Saturday, May 14, 2011

Belated Thoughts on an Early Exit

In the final 29 minutes of their next-to-last game of the 2011 season, the Boston Celtics scored 37 points. In the final 4:29 of their last game, the Boston Celtics scored no points at all.

So can we please, please, please stop hearing about Kendrick Perkins? Granting that the Celtics would be marginally better with him then without him, are there any sentient carbon-based life forms that think Perk could have addressed the problem indicated in the first paragraph of this post?

I (and many others) underestimated the Miami Heat because I (we) did not give them enough credit for their defense. Won't make that mistake again. But scoring collapses of the magnitude suffered by the Celtics are always murder-suicide pacts. The Celtics could neither execute their half-court offense (see end of regulation, Game Four) nor could their Hall of Famers create individual scores when the Heat asserted themselves down the stretch.

Well, the Hall of Famers are getting old. And Rajon Rondo was playing with one arm. But we know for sure that the Hall of Famers will continue to get old, and it is foolish in the extreme not to expect that an NBA team will reach the playoffs without at least one important starter either out with or limited by an injury.

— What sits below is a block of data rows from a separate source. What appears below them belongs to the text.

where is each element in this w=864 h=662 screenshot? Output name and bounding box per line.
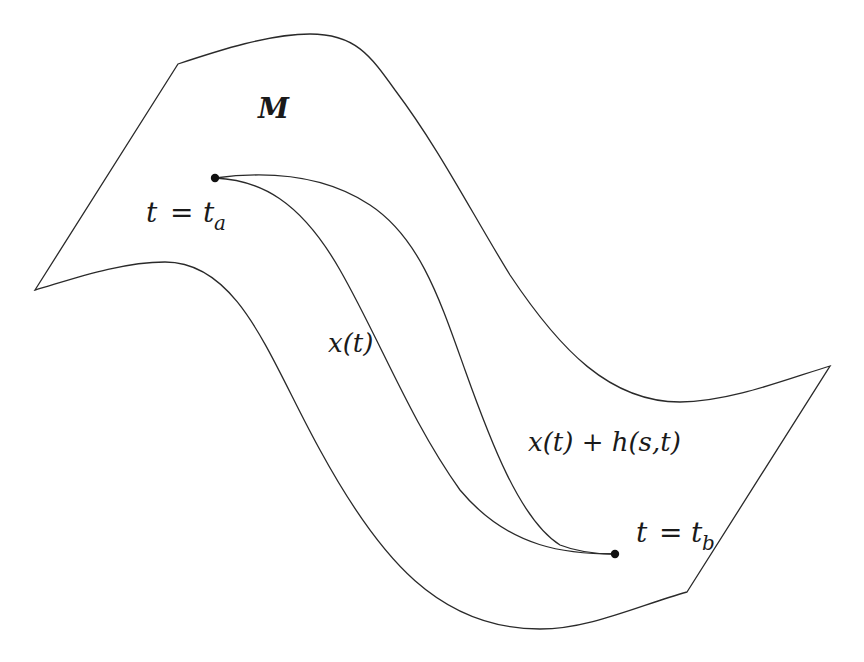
svg-text:b: b: [702, 531, 715, 555]
end-point-dot: [611, 550, 619, 558]
varied-path-label: x(t) + h(s,t): [528, 427, 681, 457]
svg-text:a: a: [214, 211, 226, 235]
start-point-dot: [211, 174, 219, 182]
manifold-label: M: [257, 92, 290, 125]
path-label: x(t): [328, 328, 373, 358]
path-varied: [215, 175, 615, 554]
start-point-label: t = t a: [146, 196, 226, 235]
svg-text:=: =: [170, 196, 193, 229]
end-point-label: t = t b: [636, 516, 715, 555]
path-x-of-t: [215, 178, 615, 554]
svg-text:t: t: [636, 516, 648, 549]
svg-text:=: =: [659, 516, 682, 549]
svg-text:t: t: [146, 196, 158, 229]
manifold-diagram: M t = t a x(t) x(t) + h(s,t) t = t b: [0, 0, 864, 662]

The Celtics WILL reach the playoffs next year, if there is a next year in the NBA. If Danny Ainge does nothing at all this summer, the Celts will win 50 plus games and the Atlantic Division. It is a rule of both international relations and sports that great powers in decline take longer to decline than most folks expect. Look West and gaze upon the Dallas Mavericks, a power considered washed up by one and all is doing quite nicely, thank you, in 2011.

So the "doom is nigh" riff on the Celts strikes me as premature. Apparently it struck Doc Rivers the same way. While I do not subscribe to the theory that Rivers' presence as coach will make free agents eager to enlist with the Boston franchise (players influence other players, and pretty much no one else does), I do not think Rivers would have re-enlisted himself if he thought he was signing up for a five-year waterslide ride at the Lottery Land theme park.

Return to paragraph one. It shrieks that what the Celtics need to remain a legitimate championship contender, which they were, Heat loss and all, is a player who will provide one more serious individual scoring threat to compensate for the gradual decline of the Big Graying Three. This was, of course, supposed to be Jeff Green, but so far, the problem with the Kendrick Perkins trade hasn't been so much that Perkins isn't in Boston anymore, but that Green is.

So the search will begin anew. And it is a search that is likely to start and end in the riskiest form of NBA talent acquisition there is -- riffling through the discard pile. The Celtics' best shot of acquiring a player of real value lies in choosing from the players other teams have given up on -- the coach-haters, the guys who tweet mean things about teammates, the players with a knack for late-night beefs with the law.

I'd make the odds at such a pickup working for the Celts as very, very long. But not prohibitive. After all, the guy who has been hands down the best performer in the 2011 playoffs, Zach Randolph, is like the computer-generated composite sketch of just such a hard case, available to whatever franchise was willing to risk working with high explosives in the locker room.

If there's one NBA coach who might be very good at ascertaining which of those fallen souls can be redeemed, and who could get through a season without losing his sanity if said soul achieved only partial redemption, it's Rivers. We note, however, that he demanded and got top dollar to participate in the Celtics of Tomorrow. For a high-risk investment of time, he wanted his high reward up front.